Overall, in my experience, any improvement will require the same amount of time; whether from bad to acceptable or acceptable to good.
Overall, in my experience, any improvement will require the same amount of time; whether from bad to acceptable or acceptable to good.
I’m not saying it’s a matter of desire. It’s a matter of time. A full-time developer has to feed their family, so they have to put most of their time into the stuff that makes them money. That means that their passion project is just naturally going to get less time as a function of the number of hours left in the day and the amount of energy for coding that the developer in question has.
Further, ux design is a less “atomic” process; small amounts of time working on ux is going to have less impact than small amounts of time in coding. A programmer could conceivably fix a bug or make a minor improvement or feature request in ten minutes, and a Wikipedia editor could spend ten minutes improving the grammar and punctuation of an entire article; but the ux process requires mockups, iteration, asset creation, and coding for every change—and even if that can be done in ten minutes, the rest of the ui will look completely different, meaning that the overall ux will be worse than before, despite that one thing looking better.
What can we do to change it? Companies that rely on FOSS should contribute to projects so that the people who work on them can afford to do so at least part-time, or empower their own employees to contribute to FOSS on company time. Those are really the only two options, barring some sort of UBI or public grant for open source software.
That just means it’s in active development and will come to the beta browser soon, and then to the stable version.
Well, that’s intentional though. The stuff that’s buried is the stuff that doesn’t make them money.
Bad ux in open source is because nobody has any money.
Honestly, just building an RCS app with easy grouping, quick captions, streak tracking, and delete requests would be the way to go with this. Then you have an immediate network effect of every iPhone and Android user in the world, and you don’t have to get your friends to switch if they don’t want to.
“ugh I know exactly why this is happening” is such a frustrating feeling. Especially when it’s stuff that should’ve been found in testing, or that you know probably was found in testing, but they deprioritized the fix.
Honestly this is the big thing I’ve found handy about using Mint. If there’s something wrong and I can’t find it a Mint answer, nine times out of ten I can fix it by searching for the Ubuntu solution. There’s so much Ubuntu troubleshooting going on.
All I see here is people tricking the government into putting in a nice little micropark.
He also decided he could pardon himself last time, so there’s that.
Goals, for sure. The guy just does whatever he wants at this point. I think he’s doing photography now?
Something something freedom something? *
* Offer not valid in all 50 states, void where prohibited
“Never Don’t Be Flim-flamming.”
This is such a dangerous stereotype. Yes honkwiching used to use trombones, but now most musicians use specially-designed, food-safe disposable honkers. Trombone players aren’t savages.

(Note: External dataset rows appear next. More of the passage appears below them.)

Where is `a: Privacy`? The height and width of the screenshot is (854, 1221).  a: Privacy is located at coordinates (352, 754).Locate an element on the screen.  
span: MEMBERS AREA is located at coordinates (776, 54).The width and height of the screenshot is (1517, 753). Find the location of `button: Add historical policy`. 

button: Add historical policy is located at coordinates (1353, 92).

If they really wanted me to whitelist them in my adblocker, they’d make the ads less onerous.
I’m not answering that question. I’m answering whether this is the movement that dethrones it.

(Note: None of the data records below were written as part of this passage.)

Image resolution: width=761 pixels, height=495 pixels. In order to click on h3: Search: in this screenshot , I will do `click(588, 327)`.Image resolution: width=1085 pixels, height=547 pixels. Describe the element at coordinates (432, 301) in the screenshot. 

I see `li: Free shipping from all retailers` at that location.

ls #HelloQuitMeta the Next Viral Movement?
Probably not.
Something eventually will be. Meta will not last forever.
This one? Nah, probably not. Meta is undoubtedly going to censor, suppress, hide, and deprioritize posts about this. But someday it will.
Did they?
Before the Industrial Revolution, pollution was extremely localized to a single property or maybe a city; the biggest impact I can find any reference to is the burning of soft coal in London causing thick smogs from the 1200s through the 1900s, but even that only affected a single city. Since the Industrial Revolution, all large-scale pollution has been caused by a capitalistic endeavor, with the possible (debatable) exception of Chernobyl.
And sickness? The Black Death–still the largest pandemic ever–was likely caused after a conflict between Mongols and Genoans over trade routes led to the Battle of Caffa, where the Mongols deployed Bubonic plague as a biological weapon to overwhelm the city. Fleeing ships then spread the plague throughout Europe. Capitalism started the Black Death.
War is also a common bedfellow of capitalism; by some estimates, most wars are waged in pursuit of economic gain (or territorial gain, which is just economic gain with extra steps). Even if the stated reason for a war is religion or defense, oftentimes behind the curtain you’ll find economic or territorial gain as the true reason for the war. Capitalism starts most wars.
Capitalism has been defined as a lot of different things, but at the end of the day it’s people with a lot of money trying to protect that money or increase it. That, coupled with a latent sociopathy (or at least an empathy deficit) can lead to some pretty awful things.